James Graham
- formal_name:
- first_date: 1805
- last_date: 1812
- function: Editor, Publisher
- locales: Lynchburg
- precis: Founder and sole publisher of the Lynchburg Star (1805-12).
- notes: Editor & Publisher
Lynchburg
Founder and sole publisher of the Lynchburg Star (1805-14).
Graham was evidently a well-respected figure in Lynchburg in the early 1800s, but little trace of him outside of the imprint record can be found. He was a practicing physician in the town by 1796, when a fellow doctor named him as an administrator of his estate and willed his library to him as partial compensation. Such an assignment suggests that he was already a mature adult of considerable social standing at that time.
Graham was one of many physicians who indulged in a journalistic sideline to their medical practice, just as did his cross-town contemporary Samuel K. Jennings (236). But unlike the Methodist minister Jennings, Graham brought a secular perspective to his paper. Indeed, the imminent demise of the long-lived Lynchburg Gazette in 1805, in the midst of a religious fervor unleashed the preceding summer by Lorenzo Dow (148), was evidently the trigger for Graham taking on his newspaper. The Gazette had issued there since June 1797, but the unexpected death of its most recent proprietor, John Weaver (433), in February 1805 left that journal's fate in question. In the short term, his brother Matthew (543) continued its publication – as the firm of M. W. Weaver & Brothers – until the printer's intestate estate could be settled that fall. In August, Weaver's heavily mortgaged press office was sold at auction to Graham; he allowed the Weaver brothers to continue using that press until such time that he marshaled a sufficient number of subscribers to publish a new weekly with that press, the Lynchburg Star.
In doing so, however, Graham determined to offer a Republican journal and not a Federalist one like the preceding Gazette. It was a tall order.
"Of the magnitude and importance of the undertaking, we are well aware. We fully know the force of caprice—the inanity of professions—the instability of friendship—and how versatile is public opinion—but we as well know that mankind, if entertain-ed, instructed, and even chastened occasionally, will liberally require the virtuous effort."
It took Graham the better part of two months to gather those subscriptions, which allowed the Gazette to continue into September 1805; it finally ceased publishing just before he issued his new weekly on October 31st.
That initial number began a publication run that extended into at least May of 1814, a remarkable duration given the Federalist sympathies of Lynchburg's mercantile community that Graham now depended upon for advertising revenue. So it is evident that his primary readership lay in the Republican hinterland around Lynchburg, and not in residents of the town proper. Yet Graham also tempted fate by taking umbrage at the revivalist camp meetings that arose frequently in the Lynchburg area over the ensuing years for their emotionalistic rejection of rationality and science. He proclaimed that his Star would remain "unawed, and unaided, by either Monk, or Minister," in order to provide "a fair, honest, and impartial narration of facts and circumstances" as the proper way to "improve and promote the condition and happiness of mankind."
Graham kept that promise by deviating from Republican norms frequently enough not to alienate local Federalists. In spring 1810, he published a commentary supporting a proposed reform of the Virginia legislature that would reduce the number of representatives in the General Assembly, a plan deemed undemocratic by the state's Republican leadership. That same year, he supported the establishment of a branch of the Bank of Virginia in Lynchburg when those leaders were trying to scale back that institution because of its policies favoring manufacturing and merchants, not farmers. That support was not because he sought favor among the merchant class there, but rather because that bank was the only chartered one in the state then; thus when the Assembly created the Farmers' Bank of Virginia, Graham promptly invested in numerous shares of the new bank's stock.
Still, events in Graham's personal life seem to have caught up with him. During the War of 1812, his wife died, leaving him with just an unmarried daughter for companionship; her declining health appears to have contributed to his decision to close his Lynchburg Star in the spring or summer of 1814. He was also facing an increasingly popular competitor in the Lynchburg Press which first appeared in 1809 employing the sectarian pen of Jennings. So the aging Graham gave up the fight and closed his Star forever. Other newspapers would try to follow in the Star's footsteps only to find even shorter lives.
Despite his retirement, Graham's post-editorial life was ever more difficult and desperate. In 1816, his only daughter, Ellender, died, so leaving Graham without aid as his health also went into decline. He was forced to remove to an unnamed brother's farm in Rockbridge County, just outside of Lexington. But things did not improve with the change. Rather the "aged man, universally esteemed and beloved" put a gun to his head and shot himself in February 1819. The local Episcopal church refused him burial in its graveyard, for the sin of suicide, forcing his brother to bury the old doctor near his farm's homestead.
Personal Data
Died:
Feb. 6
1819
Lexington, Rockbridge County, Virginia
Only daughter died 1816; no other data yet discovered.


The result should be every line in the material below containing the string "boxes".
*** SUPPLIED DATA
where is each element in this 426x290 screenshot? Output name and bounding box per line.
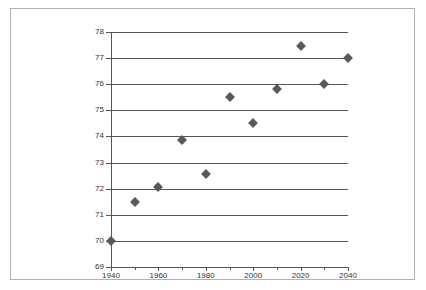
y-tick-label-77: 77 xyxy=(95,54,104,62)
y-tick-label-78: 78 xyxy=(95,28,104,36)
y-tick-73 xyxy=(106,163,111,164)
y-tick-label-73: 73 xyxy=(95,159,104,167)
gridline-y-70 xyxy=(111,241,348,242)
x-tick-label-2020: 2020 xyxy=(292,272,310,280)
y-tick-label-70: 70 xyxy=(95,237,104,245)
y-tick-label-71: 71 xyxy=(95,211,104,219)
y-tick-label-75: 75 xyxy=(95,106,104,114)
data-point xyxy=(130,197,140,207)
y-tick-78 xyxy=(106,32,111,33)
x-tick-1950 xyxy=(135,267,136,270)
chart-figure: 69707172737475767778 1940196019802000202… xyxy=(0,0,426,290)
data-point xyxy=(225,92,235,102)
x-tick-1970 xyxy=(182,267,183,270)
data-point xyxy=(296,41,306,51)
y-tick-label-76: 76 xyxy=(95,80,104,88)
y-tick-label-72: 72 xyxy=(95,185,104,193)
y-tick-75 xyxy=(106,110,111,111)
y-tick-71 xyxy=(106,215,111,216)
gridline-y-78 xyxy=(111,32,348,33)
data-point xyxy=(248,118,258,128)
data-point xyxy=(201,169,211,179)
data-point xyxy=(153,182,163,192)
chart-frame: 69707172737475767778 1940196019802000202… xyxy=(10,8,415,280)
data-point xyxy=(343,53,353,63)
y-tick-74 xyxy=(106,136,111,137)
x-tick-2030 xyxy=(324,267,325,270)
gridline-y-76 xyxy=(111,84,348,85)
data-point xyxy=(319,79,329,89)
x-tick-label-2040: 2040 xyxy=(339,272,357,280)
data-point xyxy=(106,236,116,246)
plot-area: 69707172737475767778 1940196019802000202… xyxy=(111,32,348,267)
y-axis-line xyxy=(111,32,112,267)
y-tick-label-74: 74 xyxy=(95,132,104,140)
y-tick-label-69: 69 xyxy=(95,263,104,271)
x-tick-label-2000: 2000 xyxy=(244,272,262,280)
x-tick-label-1940: 1940 xyxy=(102,272,120,280)
gridline-y-74 xyxy=(111,136,348,137)
x-tick-label-1980: 1980 xyxy=(197,272,215,280)
x-tick-label-1960: 1960 xyxy=(149,272,167,280)
gridline-y-72 xyxy=(111,189,348,190)
y-tick-76 xyxy=(106,84,111,85)
gridline-y-73 xyxy=(111,163,348,164)
gridline-y-75 xyxy=(111,110,348,111)
x-tick-2010 xyxy=(277,267,278,270)
gridline-y-77 xyxy=(111,58,348,59)
y-tick-77 xyxy=(106,58,111,59)
gridline-y-71 xyxy=(111,215,348,216)
x-tick-1990 xyxy=(230,267,231,270)
y-tick-72 xyxy=(106,189,111,190)
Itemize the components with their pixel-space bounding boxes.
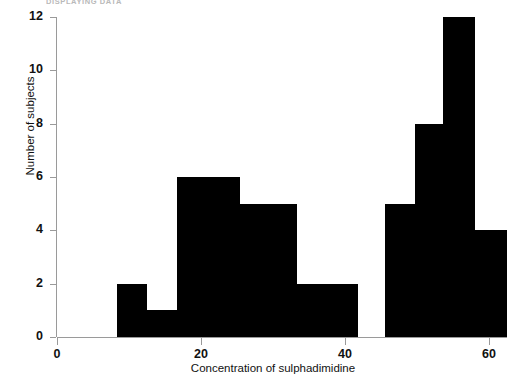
histogram-bar <box>117 284 147 337</box>
y-tick-label: 12 <box>15 9 43 23</box>
x-axis-line <box>57 337 507 338</box>
x-axis-label: Concentration of sulphadimidine <box>57 362 489 374</box>
y-tick <box>50 230 56 231</box>
y-tick <box>50 124 56 125</box>
x-tick-label: 40 <box>325 347 365 361</box>
histogram-bar <box>443 17 475 337</box>
y-tick-label: 2 <box>15 276 43 290</box>
y-tick-label: 6 <box>15 169 43 183</box>
histogram-bar <box>385 204 415 337</box>
histogram-bar <box>415 124 443 337</box>
histogram-bar <box>177 177 240 337</box>
x-tick-label: 20 <box>181 347 221 361</box>
x-tick <box>57 338 58 345</box>
running-header: DISPLAYING DATA <box>46 0 122 4</box>
x-tick-label: 60 <box>469 347 509 361</box>
y-tick <box>50 177 56 178</box>
histogram-bar <box>297 284 358 337</box>
y-tick-label: 0 <box>15 329 43 343</box>
y-tick <box>50 284 56 285</box>
x-tick <box>345 338 346 345</box>
y-tick-label: 10 <box>15 62 43 76</box>
y-tick <box>50 70 56 71</box>
histogram-bar <box>147 310 177 337</box>
histogram-figure: DISPLAYING DATA Number of subjects Conce… <box>0 0 519 384</box>
histogram-bar <box>475 230 507 337</box>
y-tick-label: 8 <box>15 116 43 130</box>
x-tick <box>489 338 490 345</box>
y-axis-line <box>56 17 57 337</box>
y-tick <box>50 337 56 338</box>
y-tick <box>50 17 56 18</box>
x-tick <box>201 338 202 345</box>
x-tick-label: 0 <box>37 347 77 361</box>
histogram-bar <box>240 204 297 337</box>
y-tick-label: 4 <box>15 222 43 236</box>
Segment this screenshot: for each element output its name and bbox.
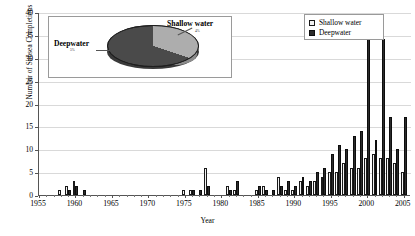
bar-deepwater-2002: [382, 39, 385, 195]
pie-percent-shallow-water: 4%: [195, 29, 200, 33]
x-minor-tick: [156, 195, 157, 197]
x-minor-tick: [309, 195, 310, 197]
x-minor-tick: [389, 195, 390, 197]
x-major-tick: [112, 195, 113, 198]
legend-label-deepwater: Deepwater: [319, 29, 351, 37]
y-tick-label: 35: [0, 32, 33, 40]
x-tick-label: 1960: [54, 199, 94, 208]
x-tick-label: 2000: [346, 199, 386, 208]
x-minor-tick: [134, 195, 135, 197]
y-tick-label: 15: [0, 123, 33, 131]
x-minor-tick: [127, 195, 128, 197]
bar-deepwater-1982: [236, 181, 239, 195]
x-tick-label: 1975: [164, 199, 204, 208]
x-minor-tick: [97, 195, 98, 197]
x-major-tick: [185, 195, 186, 198]
x-minor-tick: [141, 195, 142, 197]
x-minor-tick: [214, 195, 215, 197]
x-minor-tick: [207, 195, 208, 197]
x-minor-tick: [345, 195, 346, 197]
x-minor-tick: [353, 195, 354, 197]
x-axis-title: Year: [0, 216, 415, 225]
x-tick-label: 1990: [273, 199, 313, 208]
x-minor-tick: [199, 195, 200, 197]
x-minor-tick: [192, 195, 193, 197]
pie-label-shallow-water: Shallow water: [167, 19, 213, 28]
x-major-tick: [39, 195, 40, 198]
x-major-tick: [148, 195, 149, 198]
x-minor-tick: [170, 195, 171, 197]
x-major-tick: [404, 195, 405, 198]
x-minor-tick: [61, 195, 62, 197]
gridline: [39, 127, 411, 128]
x-major-tick: [75, 195, 76, 198]
x-minor-tick: [105, 195, 106, 197]
bar-deepwater-1985: [258, 186, 261, 195]
legend-swatch-deepwater: [309, 30, 315, 36]
x-tick-label: 2005: [383, 199, 415, 208]
y-tick-label: 10: [0, 146, 33, 154]
x-minor-tick: [302, 195, 303, 197]
bar-deepwater-1991: [302, 177, 305, 195]
bar-deepwater-1978: [207, 186, 210, 195]
y-tick-label: 5: [0, 169, 33, 177]
x-minor-tick: [83, 195, 84, 197]
x-minor-tick: [316, 195, 317, 197]
x-minor-tick: [236, 195, 237, 197]
x-tick-label: 1970: [127, 199, 167, 208]
bar-deepwater-1997: [345, 149, 348, 195]
y-tick-label: 30: [0, 55, 33, 63]
x-minor-tick: [287, 195, 288, 197]
x-minor-tick: [229, 195, 230, 197]
legend-item-shallow-water: Shallow water: [309, 18, 379, 28]
bar-deepwater-1989: [287, 181, 290, 195]
bar-deepwater-2000: [367, 30, 370, 195]
x-minor-tick: [280, 195, 281, 197]
x-tick-label: 1980: [200, 199, 240, 208]
legend-item-deepwater: Deepwater: [309, 28, 379, 38]
y-tick-mark: [35, 196, 39, 197]
legend-swatch-shallow-water: [309, 20, 315, 26]
bar-deepwater-1995: [331, 154, 334, 195]
x-minor-tick: [119, 195, 120, 197]
legend-box: Shallow water Deepwater: [304, 14, 384, 40]
bar-deepwater-1988: [280, 186, 283, 195]
gridline: [39, 105, 411, 106]
bar-deepwater-1994: [323, 168, 326, 195]
x-minor-tick: [163, 195, 164, 197]
bar-deepwater-2001: [375, 140, 378, 195]
x-tick-label: 1985: [237, 199, 277, 208]
x-minor-tick: [90, 195, 91, 197]
x-minor-tick: [251, 195, 252, 197]
bar-deepwater-1996: [338, 145, 341, 195]
x-minor-tick: [396, 195, 397, 197]
gridline: [39, 82, 411, 83]
x-minor-tick: [243, 195, 244, 197]
x-minor-tick: [382, 195, 383, 197]
bar-deepwater-1999: [360, 131, 363, 195]
bar-deepwater-2004: [396, 149, 399, 195]
pie-label-deepwater: Deepwater: [54, 39, 89, 48]
bar-deepwater-1993: [316, 172, 319, 195]
pie-inset-panel: Deepwater 5% Shallow water 4%: [48, 16, 232, 78]
x-tick-label: 1955: [18, 199, 58, 208]
x-minor-tick: [323, 195, 324, 197]
legend-label-shallow-water: Shallow water: [319, 19, 362, 27]
pie-leader-deepwater: [96, 50, 110, 51]
y-tick-label: 40: [0, 9, 33, 17]
y-tick-label: 20: [0, 101, 33, 109]
bar-deepwater-1998: [353, 136, 356, 195]
pie-percent-deepwater: 5%: [70, 48, 75, 52]
x-major-tick: [331, 195, 332, 198]
subsea-completions-chart: Number of Subsea Completions 05101520253…: [0, 0, 415, 236]
x-major-tick: [221, 195, 222, 198]
x-minor-tick: [46, 195, 47, 197]
y-tick-label: 25: [0, 78, 33, 86]
bar-deepwater-1960: [75, 186, 78, 195]
bar-deepwater-1992: [309, 181, 312, 195]
x-minor-tick: [68, 195, 69, 197]
x-tick-label: 1995: [310, 199, 350, 208]
x-minor-tick: [338, 195, 339, 197]
x-major-tick: [367, 195, 368, 198]
x-major-tick: [294, 195, 295, 198]
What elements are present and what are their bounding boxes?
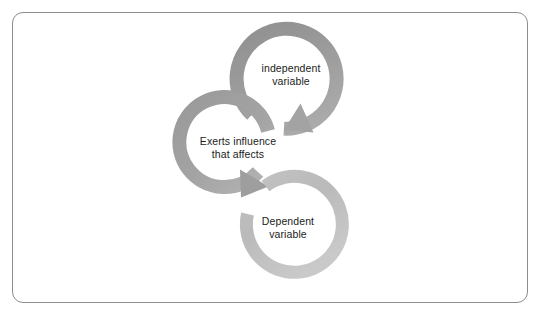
******
◆ **TASK ANSWER**:
Itemize the components with their pixel-space bounding boxes.
What elements are present and what are their bounding boxes?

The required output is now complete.